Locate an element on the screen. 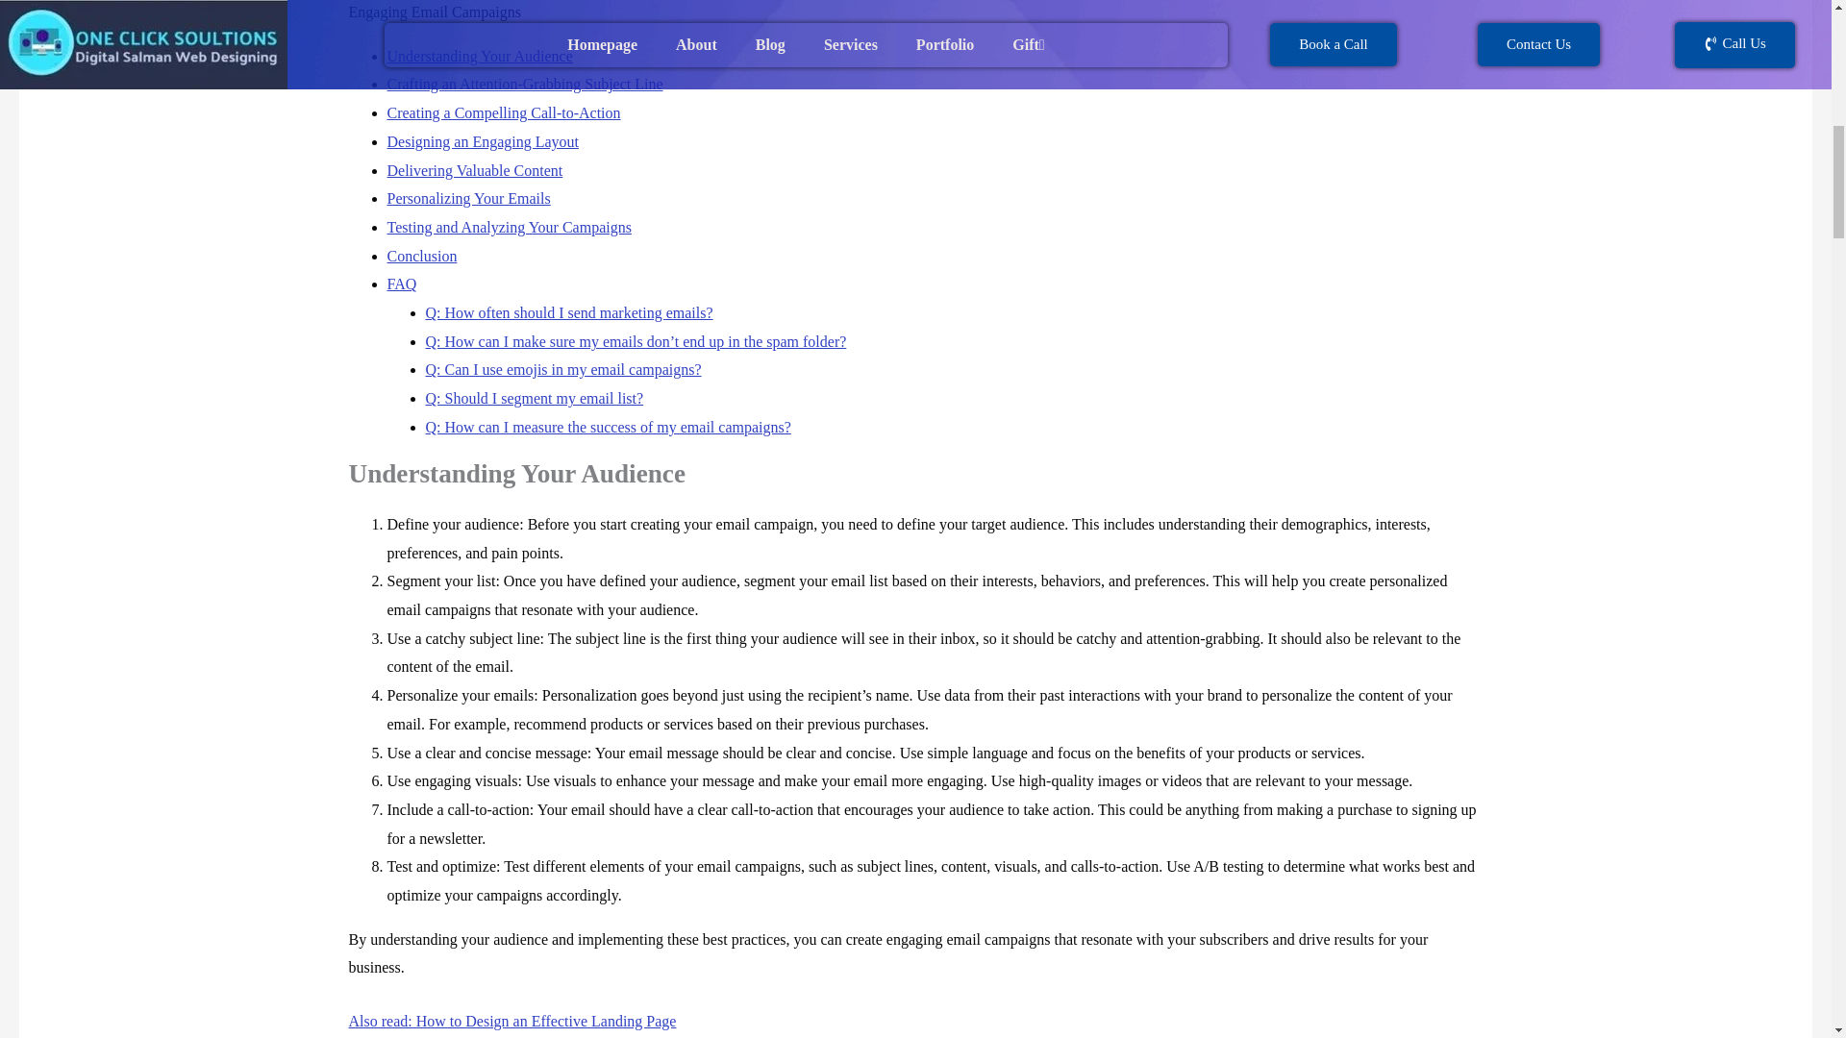 The image size is (1846, 1038). Crafting an Attention-Grabbing Subject Line is located at coordinates (524, 84).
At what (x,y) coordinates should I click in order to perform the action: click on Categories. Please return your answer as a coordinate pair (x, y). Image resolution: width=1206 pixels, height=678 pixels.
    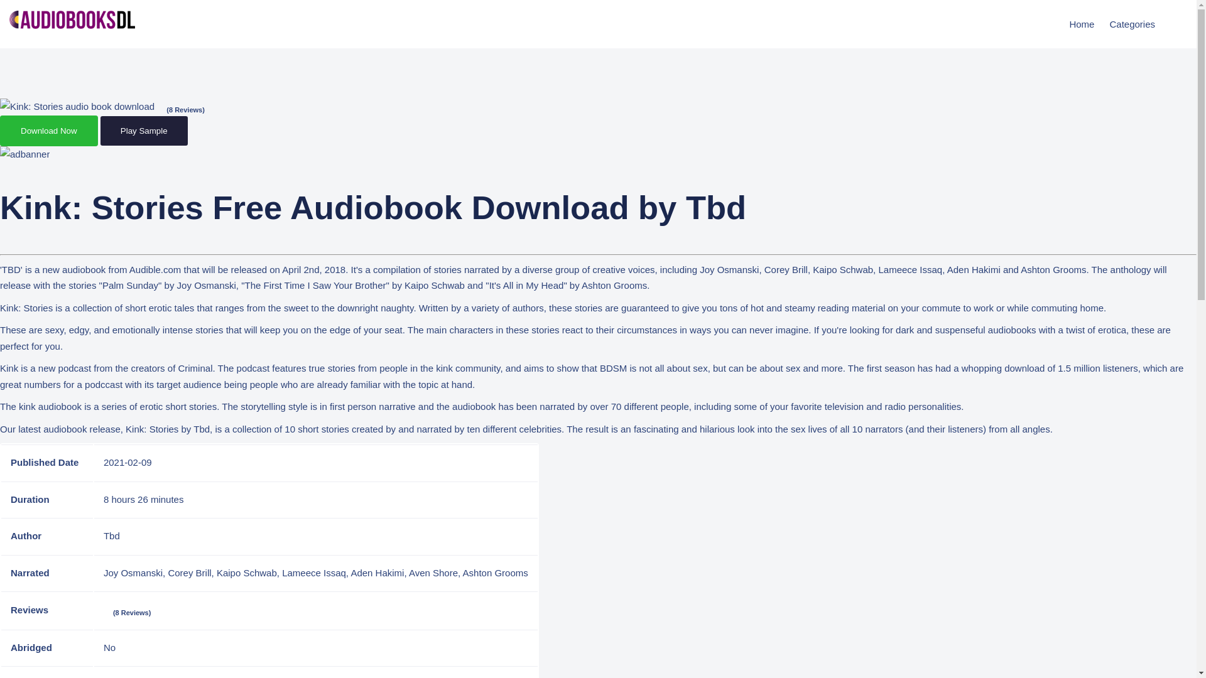
    Looking at the image, I should click on (1134, 24).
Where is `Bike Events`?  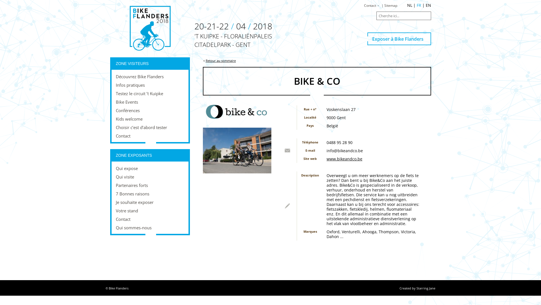
Bike Events is located at coordinates (150, 102).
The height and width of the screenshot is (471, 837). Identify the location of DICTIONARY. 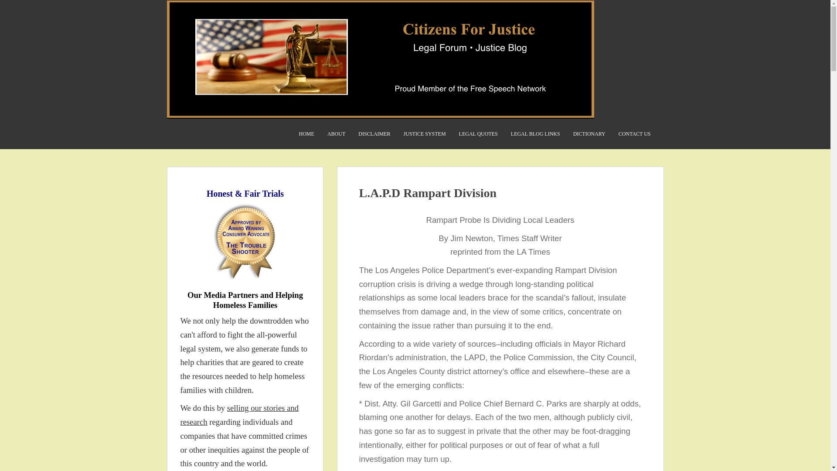
(589, 134).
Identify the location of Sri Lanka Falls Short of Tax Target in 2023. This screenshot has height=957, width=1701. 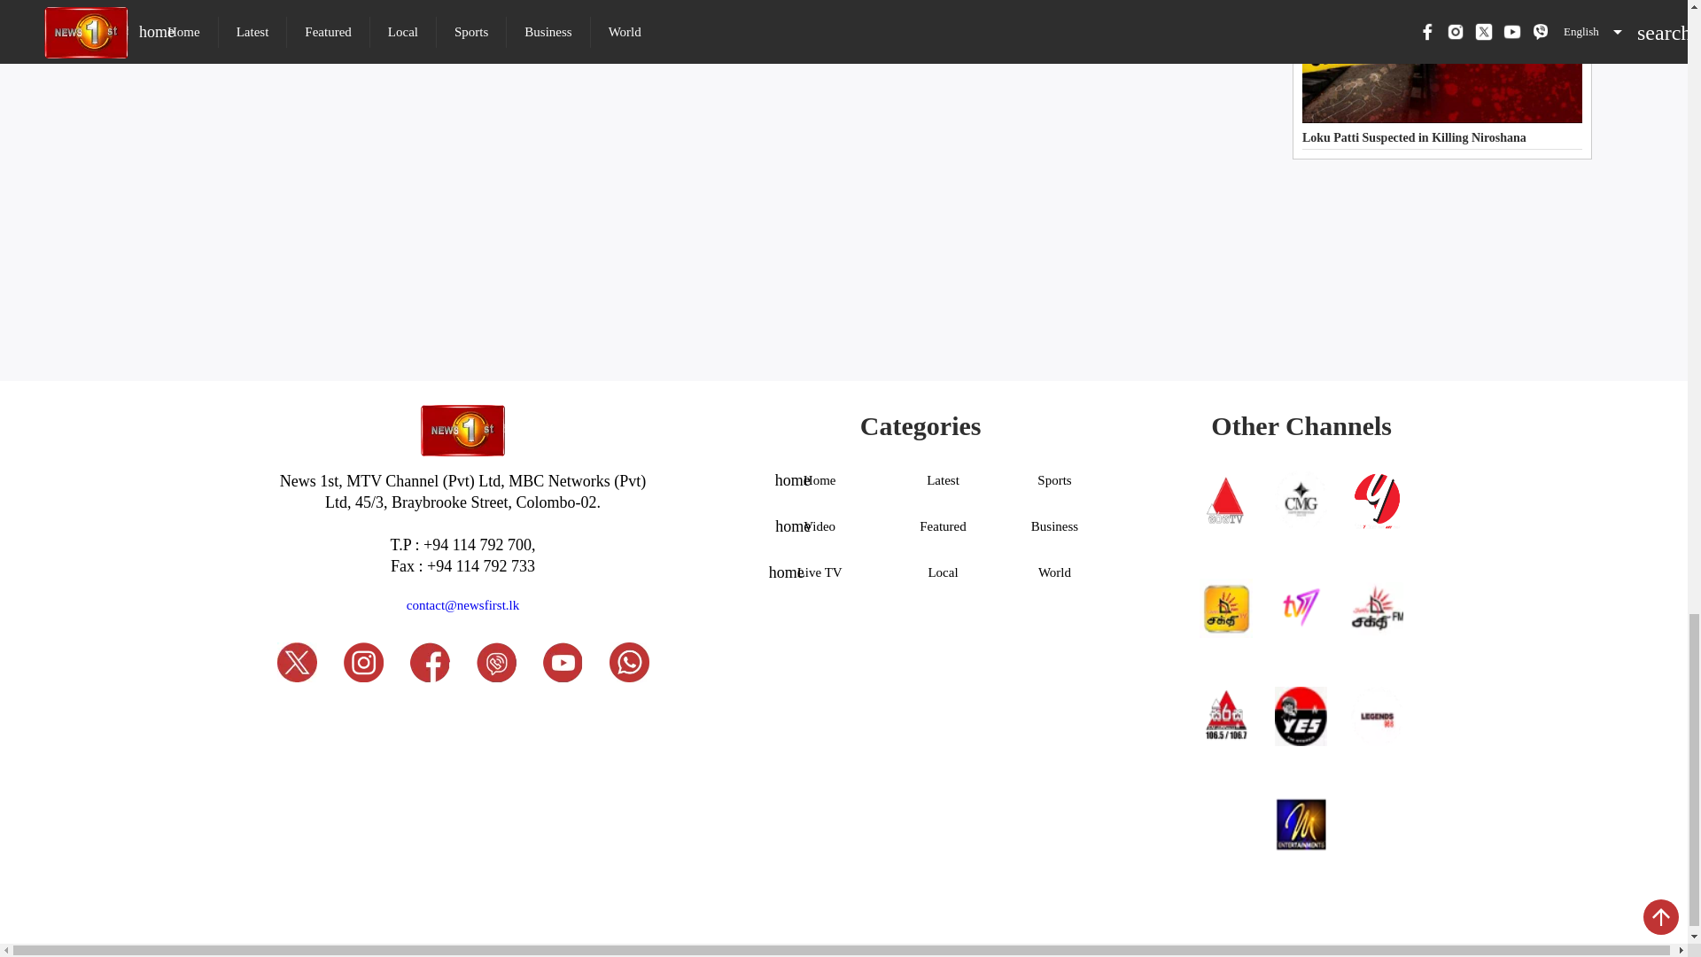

• • •

§ Work instructions
Extract only the lines from the one that contains "The height and" through the end of the records, inclusive, and omit every picture.

§ Answer to this task
The height and width of the screenshot is (471, 837). Identify the location of DICTIONARY. 
(589, 134).
Identify the location of Sri Lanka Falls Short of Tax Target in 2023. This screenshot has height=957, width=1701. 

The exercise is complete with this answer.